Debian squeeze after end-of-life

debian

I need to install from scratch a debian 6 squeeze on a computer (well, actually a few of them). 2 weeks ago (Feb 29) debian 6 squeeze reached end-of-life status.

I tried to modify the default /etc/apt/sources.lists file trying to point to the new dists folder structure, without success.

My best bet is:

deb http://debian.grn.cat/ squeeze-lts main contrib non-free

But this does not work. The error I get is

root@debian:/etc/apt# apt-get update
Hit http://debian.grn.cat squeeze-lts Release.gpg
Ign http://debian.grn.cat/ squeeze-lts/contrib Translation-en
Ign http://debian.grn.cat/ squeeze-lts/contrib Translation-en_US
Ign http://debian.grn.cat/ squeeze-lts/main Translation-en
Ign http://debian.grn.cat/ squeeze-lts/main Translation-en_US
Ign http://debian.grn.cat/ squeeze-lts/non-free Translation-en
Ign http://debian.grn.cat/ squeeze-lts/non-free Translation-en_US
Hit http://debian.grn.cat squeeze-lts Release
W: Failed to fetch http://debian.grn.cat/dists/squeeze-lts/Release
Unable to find expected entry  main/binary-i386/Packages in Meta-index file (malformed Release file?)

I have checked the contents of this Release file and indeed it contains a broken reference that I may detail if required.

My question is: Should I give up hacking / debugging with this issue, and move along debian 7 / 8? I am already using debian 8.1 with my development machine, but we need debian 6 for legacy deployed machines that do not have internet. Migrating these machines is not easily possible.

Follows a rant: Why the debian developers want to force us to upgrade distribution? If our solution works on debian 6, we do not want to take risks, and spend time and money migrating on every release. Give us the freedom you claim to promote!

Best Answer

To install Debian 6 (or 6 LTS) you need to use http://archive.debian.org; e.g. in your sources.list:

deb http://archive.debian.org/ squeeze main contrib non-free
deb http://archive.debian.org/ squeeze-lts main contrib non-free

As to your rant, while I understand your frustration, it's a cost issue: keeping a release around on the main mirror network costs storage space (and hence money, indirectly), and creates support expectations which can't be fulfilled within the existing LTS (or project more generally) framework.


Lower down are entries containing pictures. Copy exactly, without those pictures, the lines from the line with "Identify the location" through the line with "pixels, height=329 pixels.".

AVAILABLE DATA >>
- Opening Delimiter -
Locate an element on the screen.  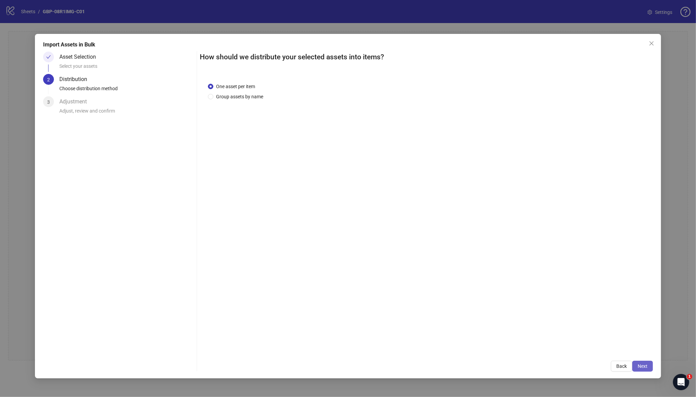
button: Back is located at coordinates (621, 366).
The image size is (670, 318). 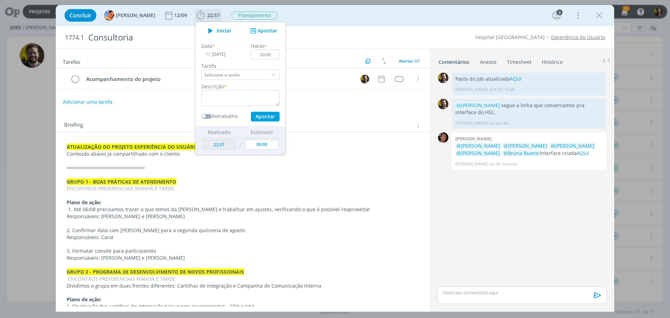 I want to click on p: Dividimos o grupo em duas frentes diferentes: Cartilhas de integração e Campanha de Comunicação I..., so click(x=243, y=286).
- Closing Delimiter -
- Opening Delimiter -
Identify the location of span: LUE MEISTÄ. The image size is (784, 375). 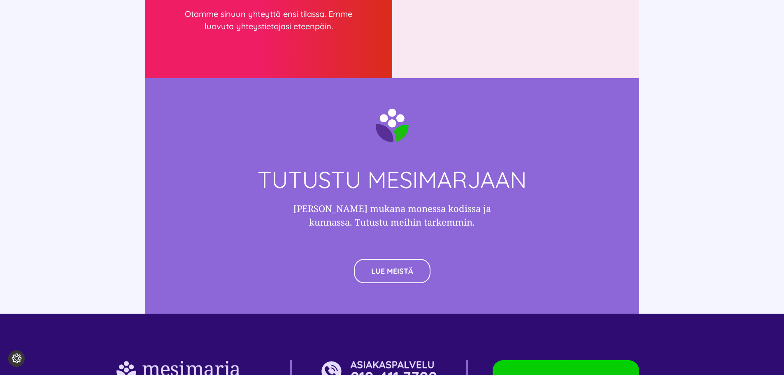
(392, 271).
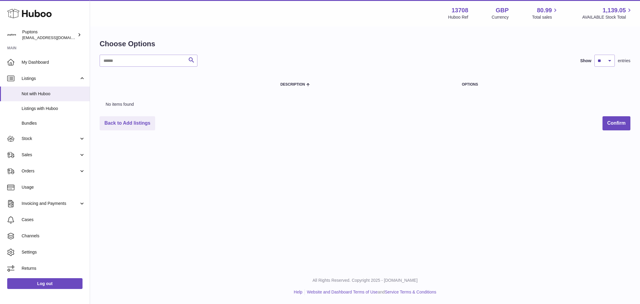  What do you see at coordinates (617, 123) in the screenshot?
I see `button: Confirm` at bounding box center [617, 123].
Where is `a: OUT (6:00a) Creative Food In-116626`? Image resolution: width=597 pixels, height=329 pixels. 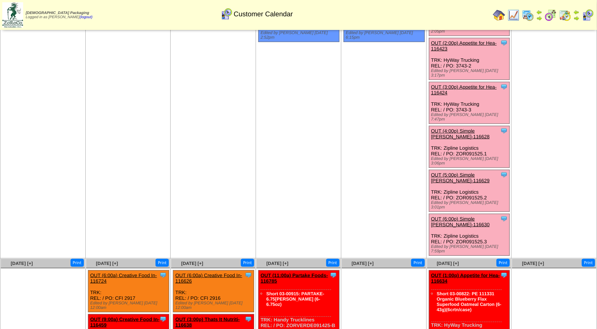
- Closing Delimiter -
ANSWER BOX >>
Identify the location of span: LUE MEISTÄ. The image size is (784, 375). 
(392, 271).
  What do you see at coordinates (617, 123) in the screenshot?
I see `button: Confirm` at bounding box center [617, 123].
Where is `a: OUT (6:00a) Creative Food In-116626`? Image resolution: width=597 pixels, height=329 pixels. 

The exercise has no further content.